If we rightly consider the matter, it is not a little wonderful that a whole community should thus have hailed the presence in their midst of a new spirit of power and beauty.
It proves the widespread sensibility of the Florentines to things of beauty, and shows the sympathy which, emanating from the people, was destined to inspire and brace the artist for his work.[124] In a dark transept of S.Maria Novella, raised by steps above the level of the church, still hangs this famous "Madonna" of the Rucellai--not far, perhaps, from the spot where Boccaccio's youths and maidens met that Tuesday morning in the year of the great plague; nor far, again, from where the solitary woman, beautiful beyond belief, conversed with Machiavelli on the morning of the first of May in 1527.[125] We who can call to mind the scenes that picture has looked down upon--we who have studied the rise and decadence of painting throughout Italy from this beginning even to the last work of the latest Bolognese--may do well to visit it with reverence, and to ponder on the race of mighty masters whose lineage here takes its origin. Cimabue did not free his style from what are called Byzantine or Romanesque mannerisms.

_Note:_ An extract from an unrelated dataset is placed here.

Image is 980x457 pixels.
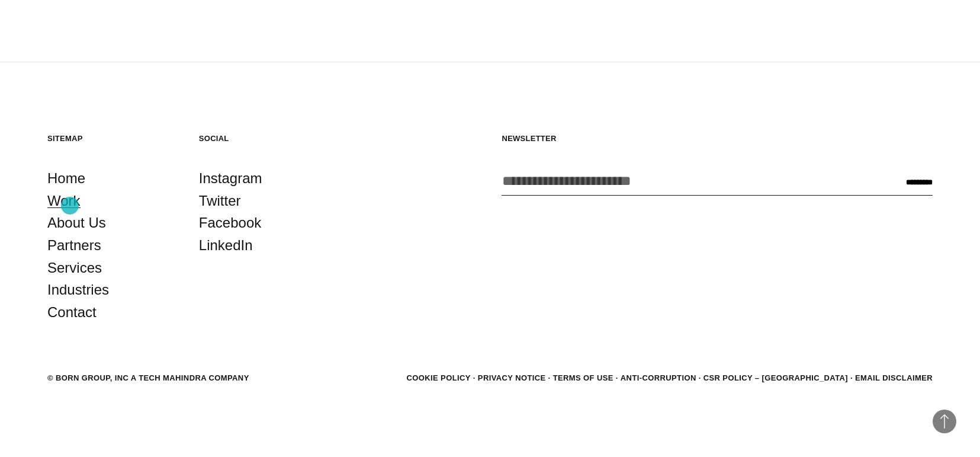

To unpractised eyes his saints and angels, with their stiff draperies and angular attitudes, though they exhibit stateliness and majesty, belong to the same tribe as the grim mosaics and gaunt frescoes of his predecessors.
It is only after careful comparison that we discover, in this picture of the Rucellai for example, a distinctly fresh endeavour to express emotion and to depict life.